First the requirements of the Family Smoking Prevention and Tobacco Control Act that cigarette advertising be limited to black and white advertising where minors might view it were struck down. Now the ostensible overturning of Federal preemption for state and local authority to regulate point of purchase advertising was delivered a blow by a federal Judge in New York Wednesday, December 29.
The New york City Board of Health in 2009 voted to require tobacco retailers display graphic warnings of the dangers of tobacco use that included a number for free cessation services. However the decision delivered by U.S. District Judge Jed S. Rakoff considered that an infringement on the tobacco companies rights. “Even merchants of morbidity are entitled to the full protection of the law, for our sake as well as theirs," he said.

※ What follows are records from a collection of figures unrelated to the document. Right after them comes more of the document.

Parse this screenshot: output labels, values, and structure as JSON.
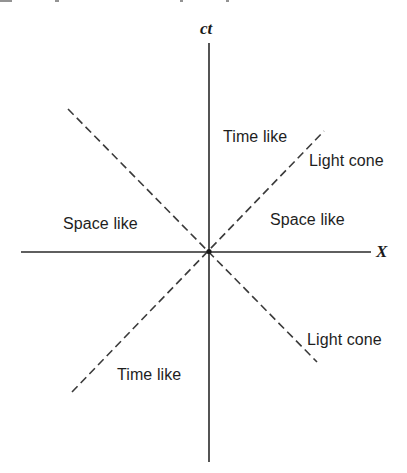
{
  "diagram": {
    "type": "spacetime-diagram",
    "axes": {
      "vertical_label": "ct",
      "horizontal_label": "X"
    },
    "regions": {
      "time_like_upper": "Time like",
      "time_like_lower": "Time like",
      "space_like_left": "Space like",
      "space_like_right": "Space like"
    },
    "light_cone_labels": {
      "upper": "Light cone",
      "lower": "Light cone"
    },
    "colors": {
      "axis": "#2a2a2a",
      "light_cone": "#3a3a3a",
      "text": "#1e1e1e",
      "background": "#ffffff"
    }
  }
}
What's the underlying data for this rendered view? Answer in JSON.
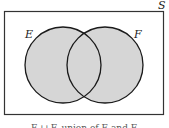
{
  "diagram": {
    "type": "venn",
    "universe_label": "S",
    "sets": [
      {
        "label": "E",
        "cx": 63,
        "cy": 65,
        "r": 38
      },
      {
        "label": "F",
        "cx": 105,
        "cy": 65,
        "r": 38
      }
    ],
    "shaded_region": "E ∪ F",
    "caption": "E ∪ F, union of E and F",
    "colors": {
      "shade": "#d6d6d6",
      "stroke": "#1a1a1a",
      "frame": "#333333"
    }
  }
}
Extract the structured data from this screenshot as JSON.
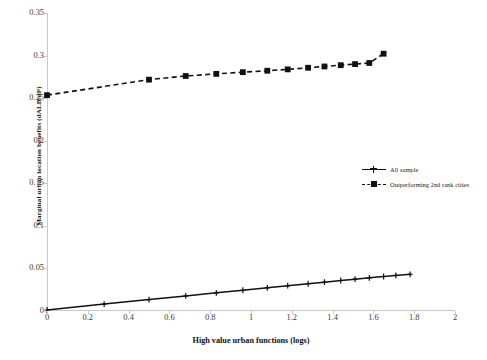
{
  "chart_data": {
    "type": "line",
    "title": "",
    "xlabel": "High value urban functions (logs)",
    "ylabel": "Marginal urban location benefits (dALB/dP)",
    "xlim": [
      0,
      2
    ],
    "ylim": [
      0,
      0.35
    ],
    "xticks": [
      "0",
      "0.2",
      "0.4",
      "0.6",
      "0.8",
      "1",
      "1.2",
      "1.4",
      "1.6",
      "1.8",
      "2"
    ],
    "xtick_values": [
      0,
      0.2,
      0.4,
      0.6,
      0.8,
      1,
      1.2,
      1.4,
      1.6,
      1.8,
      2
    ],
    "yticks": [
      "0",
      "0.05",
      "0.1",
      "0.15",
      "0.2",
      "0.25",
      "0.3",
      "0.35"
    ],
    "ytick_values": [
      0,
      0.05,
      0.1,
      0.15,
      0.2,
      0.25,
      0.3,
      0.35
    ],
    "grid": false,
    "legend_position": "right-middle",
    "series": [
      {
        "name": "All sample",
        "style": "solid",
        "marker": "cross",
        "color": "#111111",
        "x": [
          0,
          0.28,
          0.5,
          0.68,
          0.83,
          0.96,
          1.08,
          1.18,
          1.28,
          1.36,
          1.44,
          1.51,
          1.58,
          1.65,
          1.71,
          1.78
        ],
        "y": [
          0.0012,
          0.0081,
          0.0134,
          0.0177,
          0.0213,
          0.0244,
          0.0272,
          0.0297,
          0.032,
          0.0339,
          0.0358,
          0.0374,
          0.039,
          0.0405,
          0.0418,
          0.0431
        ]
      },
      {
        "name": "Outperforming 2nd rank cities",
        "style": "dashed",
        "marker": "square",
        "color": "#111111",
        "x": [
          0,
          0.5,
          0.68,
          0.83,
          0.96,
          1.08,
          1.18,
          1.28,
          1.36,
          1.44,
          1.51,
          1.58,
          1.65
        ],
        "y": [
          0.2535,
          0.2717,
          0.276,
          0.2785,
          0.2805,
          0.2822,
          0.2838,
          0.2857,
          0.2872,
          0.2887,
          0.29,
          0.2913,
          0.3022
        ]
      }
    ],
    "legend": [
      {
        "label": "All sample",
        "style": "solid",
        "marker": "cross"
      },
      {
        "label": "Outperforming 2nd rank cities",
        "style": "dashed",
        "marker": "square"
      }
    ]
  }
}
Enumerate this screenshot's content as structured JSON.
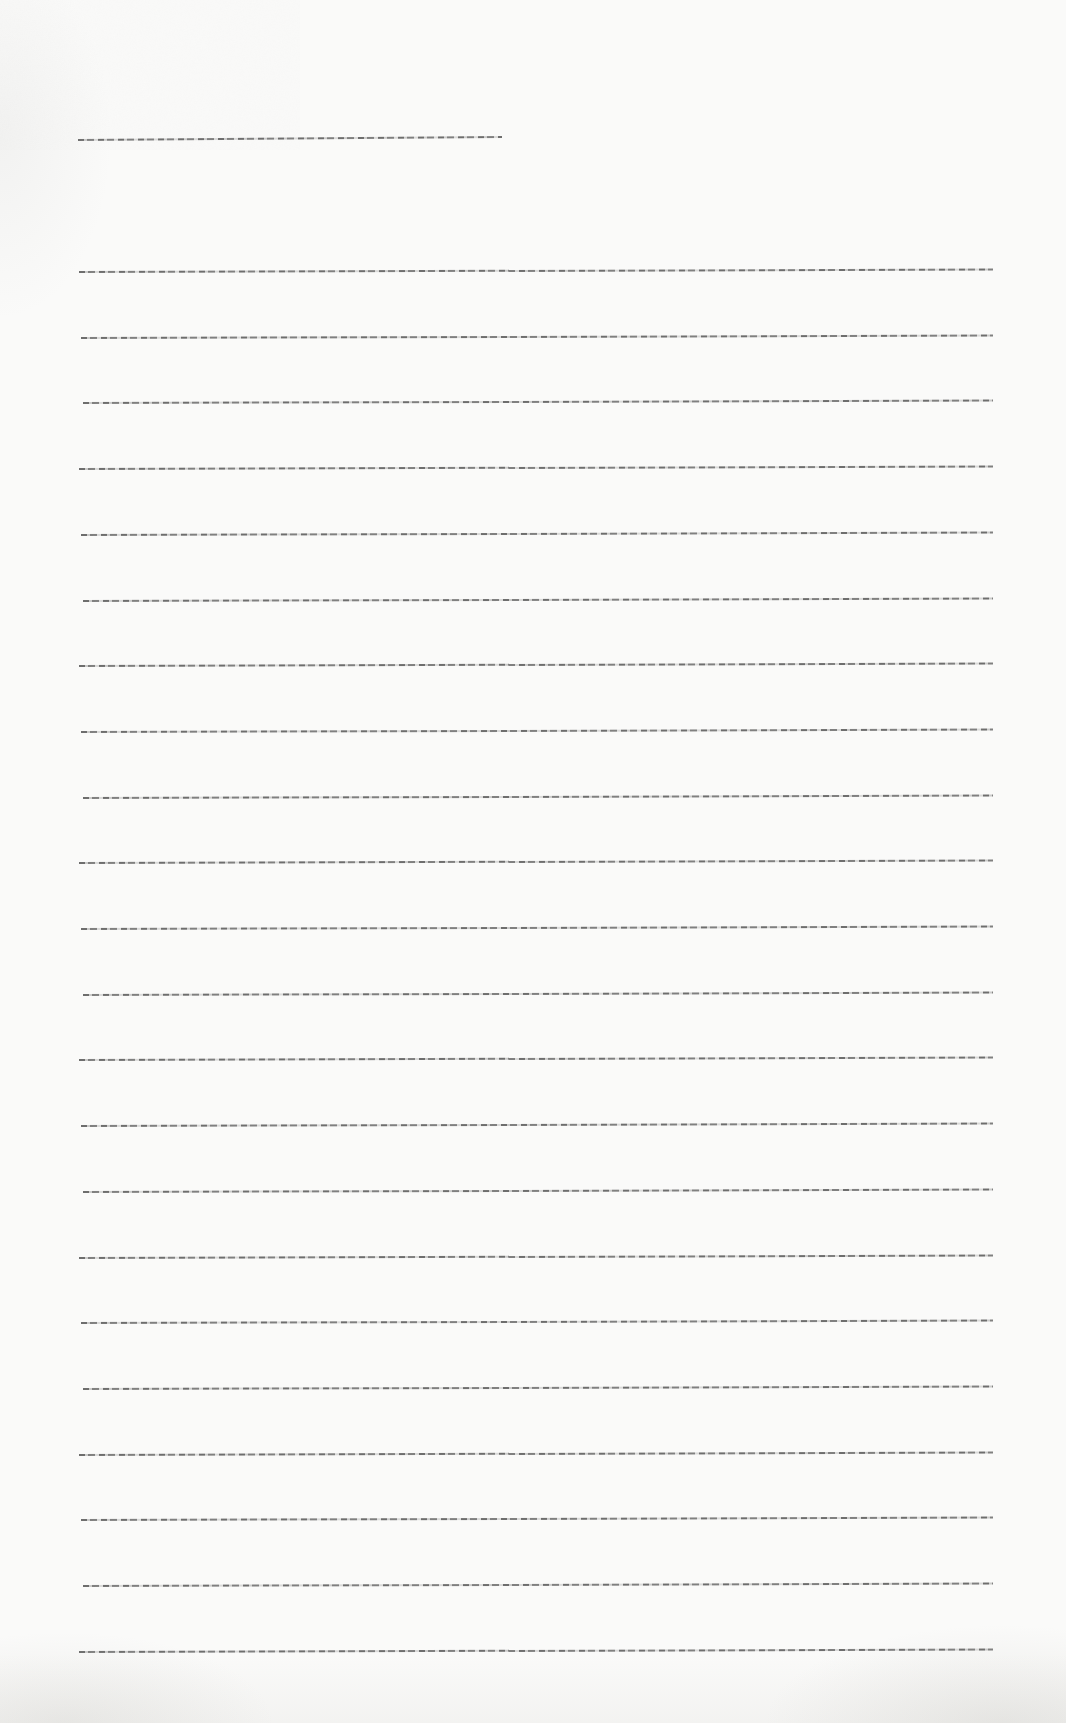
{
  "page": {
    "width": 1066,
    "height": 1723,
    "background_color": "#fafaf9",
    "content": "blank-ruled-notebook-page",
    "text_content": ""
  },
  "title_line": {
    "x": 78,
    "y": 139,
    "width": 424,
    "tilt_deg": -0.4
  },
  "ruled_lines": {
    "count": 22,
    "x": 79,
    "width": 914,
    "first_y": 271,
    "spacing": 65.7,
    "tilt_deg": -0.15
  },
  "colors": {
    "rule_dark": "#464646",
    "rule_light": "#8c8c8c",
    "paper": "#fafaf9",
    "noise": "#6e6c66"
  }
}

Tobacco free advocates were depending on Sec. 203 of the new law to allow local control preempted by the 1965 Federal Cigarette Advertising and Labeling Act. The law reads:
"Section 5 of the Federal Cigarette Labeling and Advertising Act (15 U.S.C. 1334) is amended by adding at the end the following: ‘‘(c) EXCEPTION.—Notwithstanding subsection (b), a State or locality may enact statutes and promulgate regulations, based on smoking and health, that take effect after the effective date of the Family Smoking Prevention and Tobacco Control Act, imposing specific bans or restrictions on the time, place, and manner, but not content, of the advertising or promotion of any cigarettes.’’"
Apparently the graphic content denied those that profit from the leading cause of death and disease from the full protection of the law. Thus continues the odd saga in the United States of what is known only here as commercial speech. When applied to tobacco not only does it protect corporations’ speech it protects them from liability after 1969.
Supported by the major public health groups, and tobacco giant Phillip Morris, the new federal law giving limited authority over tobacco to the FDA is turning out to be yet another significant victory for tobacco companies.